LONDON.- International interest from America, Europe and China boosted the
Bonhams sale of the contents of Trelissick House near Truro in Cornwall, this week, more than doubling the top pre-sale estimate of £1.5m to a final total of £3,269,238. Every item in the sale found a buyer.
The two-day 835 lot sale on July 23 and 24 created excitement across Cornwall and far beyond. The three sale preview days saw over 2,000 people at Trelissick House eager to see the legendary Spode ceramic collection and the many other fine objects in the sale including furniture, silver, porcelain and pictures.
Top items in the sale included an 18th century Chinese Quinlong era vase which made £337,250, a George II partners desk in the manner of Thomas Chippendale at £58,850, a Regence walnut, elm and rosewood ebony and ivory commode at £43,250, a John Frederick Herring picture of a bay racehorse in a stable for £31,250, two Chinese Kangxi vases £181,250, and a Victorian silver ten piece garniture at £39,650. At the other end of the scale, a charming if modest set of silver sandwich name tags made £5,000.
Roger Tappin, Bonhams Regional Director in Cornwall, said after the sale| "The result exceeded all our expectations. Interest from three continents drove prices ever upwards. The sale was broadcast live round the world and bidding was fierce in the room, on the bank of ten telephones and on the internet. We were helped by the most beautiful weather which set Trelissick and the Fal estuary off to perfection. It was the widely accepted that the sale represented a once in a lifetime opportunity to acquire ceramic masterworks from China, the Middle East and Europe. Trelissick House, the repository of so many wonderful art works over the years is synonymous with Cornwall and this sale was a landmark event for 2013. The on-site auction gave everyone in Cornwall who has visited and loved Trelissick a chance to bid on a piece of Cornish history. We were honoured to manage the sale for William and Jenny Copeland."
He said the sale required careful planning: We promoted the sale for three months internationally. Cataloguing was a massive undertaking, accurately logging the result of over 100 years of collecting, creating an authoritative catalogue as well as a reference work for future generations. At the sale we had to establish our own communication network enabling us to receive live online and telephone bidding from around the world. The team of 30 Bonhams specialists created a sophisticated and charming saleroom in a marquee that covered the former stable-yard. In the end it all worked like clockwork. We ended up selling 100 per cent of the items in the sale, many of them for many times more than their top estimates."
The contents of Trelissick House, subsequently owned by the Copeland family and including the Spode-Copeland Collection of ceramics, were sold by Bonhams in an on-site house sale. In scope, scale and importance, the collection of Spode was unrivalled and was comparable only to the world-renowned Spode Museum in Stoke-on-Trent. Many pieces appeared in the standard reference books on Spode and Copeland and the entire collection told the complete story of the Copelands and their pottery manufacture over the last two hundred years.
Held in the picturesque setting of Trelissick House on the banks of the Fal Estuary, the auction was a major event in Bonhams summer schedule of sales. It included everything you would expect from the contents of an English stately home - from fine English and French furniture to Chinese porcelain, silver, wine, books, and paintings which includes a collection of John Frederick Herring Snr paintings originally commissioned by the Copeland family in the 19th century.
Leonard Daneham Cunliffe had a distinguished career as the Deputy Governor of the Bank of England, co-founder of the merchant bank Cunliffe Brothers, Director of the Hudson Bay Company and a major investor in Harrods. Cunliffe, whose tastes were eclectic, always had a great eye for quality, and used his ever expanding collection of antiques to decorate his various homes, which included properties at 109 Eaton Square and a neo-classical country house, Trelissick House, near Truro. When Cunliffe died in 1937, the major part of his vast collection of Renaissance bronzes, Chinese ceramics, Limoges enamels, furniture and paintings, was bequeathed to the Fitzwilliam Museum in Cambridge. The Trelissick Estate was left to his stepdaughter, Ida Copeland.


### WORK INSTRUCTION
Print exactly those lines that run from the beginning of the data to the line bearing "Image is 644x349 pixels.", inclusive.

(Stored dataset items)
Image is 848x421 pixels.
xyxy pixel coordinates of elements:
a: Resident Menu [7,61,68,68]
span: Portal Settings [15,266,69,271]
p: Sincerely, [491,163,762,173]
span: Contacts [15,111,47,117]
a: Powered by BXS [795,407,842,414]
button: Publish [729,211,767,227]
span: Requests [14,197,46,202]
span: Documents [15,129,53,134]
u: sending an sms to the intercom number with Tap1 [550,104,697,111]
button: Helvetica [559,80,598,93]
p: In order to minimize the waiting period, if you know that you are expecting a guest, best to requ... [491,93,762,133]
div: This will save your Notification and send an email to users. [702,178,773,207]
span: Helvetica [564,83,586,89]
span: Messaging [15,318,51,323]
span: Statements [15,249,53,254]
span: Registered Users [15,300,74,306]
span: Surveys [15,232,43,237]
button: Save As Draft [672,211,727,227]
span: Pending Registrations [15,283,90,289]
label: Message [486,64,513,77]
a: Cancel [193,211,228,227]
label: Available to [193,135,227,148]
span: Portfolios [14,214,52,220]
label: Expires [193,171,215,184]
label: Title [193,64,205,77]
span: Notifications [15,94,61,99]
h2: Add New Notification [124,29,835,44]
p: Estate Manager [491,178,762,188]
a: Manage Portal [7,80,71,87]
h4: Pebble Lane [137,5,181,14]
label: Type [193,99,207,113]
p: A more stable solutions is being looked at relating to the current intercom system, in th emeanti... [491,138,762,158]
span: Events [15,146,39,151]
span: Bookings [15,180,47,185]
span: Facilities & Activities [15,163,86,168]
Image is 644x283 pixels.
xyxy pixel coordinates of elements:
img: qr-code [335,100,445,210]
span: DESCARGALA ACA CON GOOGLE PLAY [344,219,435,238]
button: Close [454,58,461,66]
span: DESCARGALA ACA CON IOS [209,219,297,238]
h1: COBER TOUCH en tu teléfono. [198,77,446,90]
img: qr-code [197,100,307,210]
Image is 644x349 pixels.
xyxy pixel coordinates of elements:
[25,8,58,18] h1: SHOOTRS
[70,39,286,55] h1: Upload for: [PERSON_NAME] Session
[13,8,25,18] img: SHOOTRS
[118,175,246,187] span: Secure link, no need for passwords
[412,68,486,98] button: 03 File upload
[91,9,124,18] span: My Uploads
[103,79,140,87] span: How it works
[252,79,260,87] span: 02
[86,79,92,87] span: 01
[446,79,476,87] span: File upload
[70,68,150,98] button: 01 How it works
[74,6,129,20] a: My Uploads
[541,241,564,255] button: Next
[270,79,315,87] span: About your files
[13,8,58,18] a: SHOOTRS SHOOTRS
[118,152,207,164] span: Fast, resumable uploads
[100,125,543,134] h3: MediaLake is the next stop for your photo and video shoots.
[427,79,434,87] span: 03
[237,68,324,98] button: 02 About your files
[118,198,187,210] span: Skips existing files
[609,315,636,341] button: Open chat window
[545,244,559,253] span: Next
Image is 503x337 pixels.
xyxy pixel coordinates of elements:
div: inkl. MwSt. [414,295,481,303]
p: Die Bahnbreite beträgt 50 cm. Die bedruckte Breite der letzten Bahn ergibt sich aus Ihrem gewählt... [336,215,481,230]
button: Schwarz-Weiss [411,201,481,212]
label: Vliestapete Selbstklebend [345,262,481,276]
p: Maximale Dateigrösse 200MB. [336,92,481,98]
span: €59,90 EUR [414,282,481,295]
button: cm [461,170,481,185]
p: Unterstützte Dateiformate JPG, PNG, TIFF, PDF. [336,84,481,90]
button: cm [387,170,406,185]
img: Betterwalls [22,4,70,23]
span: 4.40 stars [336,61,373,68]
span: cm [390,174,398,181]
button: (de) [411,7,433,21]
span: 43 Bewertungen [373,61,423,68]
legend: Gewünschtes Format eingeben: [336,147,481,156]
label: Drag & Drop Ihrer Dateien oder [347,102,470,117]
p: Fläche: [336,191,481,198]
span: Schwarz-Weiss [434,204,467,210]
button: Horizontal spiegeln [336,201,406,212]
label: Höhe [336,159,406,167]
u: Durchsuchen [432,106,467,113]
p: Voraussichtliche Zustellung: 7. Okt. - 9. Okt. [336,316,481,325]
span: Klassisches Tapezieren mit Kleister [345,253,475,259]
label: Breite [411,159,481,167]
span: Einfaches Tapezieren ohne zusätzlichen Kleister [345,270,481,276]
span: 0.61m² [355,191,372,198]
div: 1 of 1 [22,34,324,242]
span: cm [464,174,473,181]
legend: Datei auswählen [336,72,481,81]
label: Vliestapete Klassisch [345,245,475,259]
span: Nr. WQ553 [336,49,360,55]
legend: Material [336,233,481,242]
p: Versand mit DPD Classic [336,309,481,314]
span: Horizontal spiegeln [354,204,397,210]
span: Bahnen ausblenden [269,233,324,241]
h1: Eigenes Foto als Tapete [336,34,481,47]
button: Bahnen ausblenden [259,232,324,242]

### RESULT
Image is 848x421 pixels.
xyxy pixel coordinates of elements:
a: Resident Menu [7,61,68,68]
span: Portal Settings [15,266,69,271]
p: Sincerely, [491,163,762,173]
span: Contacts [15,111,47,117]
a: Powered by BXS [795,407,842,414]
button: Publish [729,211,767,227]
span: Requests [14,197,46,202]
span: Documents [15,129,53,134]
u: sending an sms to the intercom number with Tap1 [550,104,697,111]
button: Helvetica [559,80,598,93]
p: In order to minimize the waiting period, if you know that you are expecting a guest, best to requ... [491,93,762,133]
div: This will save your Notification and send an email to users. [702,178,773,207]
span: Helvetica [564,83,586,89]
span: Messaging [15,318,51,323]
span: Statements [15,249,53,254]
span: Registered Users [15,300,74,306]
span: Surveys [15,232,43,237]
button: Save As Draft [672,211,727,227]
span: Pending Registrations [15,283,90,289]
label: Message [486,64,513,77]
a: Cancel [193,211,228,227]
label: Available to [193,135,227,148]
span: Portfolios [14,214,52,220]
label: Expires [193,171,215,184]
label: Title [193,64,205,77]
span: Notifications [15,94,61,99]
h2: Add New Notification [124,29,835,44]
p: Estate Manager [491,178,762,188]
a: Manage Portal [7,80,71,87]
h4: Pebble Lane [137,5,181,14]
label: Type [193,99,207,113]
p: A more stable solutions is being looked at relating to the current intercom system, in th emeanti... [491,138,762,158]
span: Events [15,146,39,151]
span: Bookings [15,180,47,185]
span: Facilities & Activities [15,163,86,168]
Image is 644x283 pixels.
xyxy pixel coordinates of elements:
img: qr-code [335,100,445,210]
span: DESCARGALA ACA CON GOOGLE PLAY [344,219,435,238]
button: Close [454,58,461,66]
span: DESCARGALA ACA CON IOS [209,219,297,238]
h1: COBER TOUCH en tu teléfono. [198,77,446,90]
img: qr-code [197,100,307,210]
Image is 644x349 pixels.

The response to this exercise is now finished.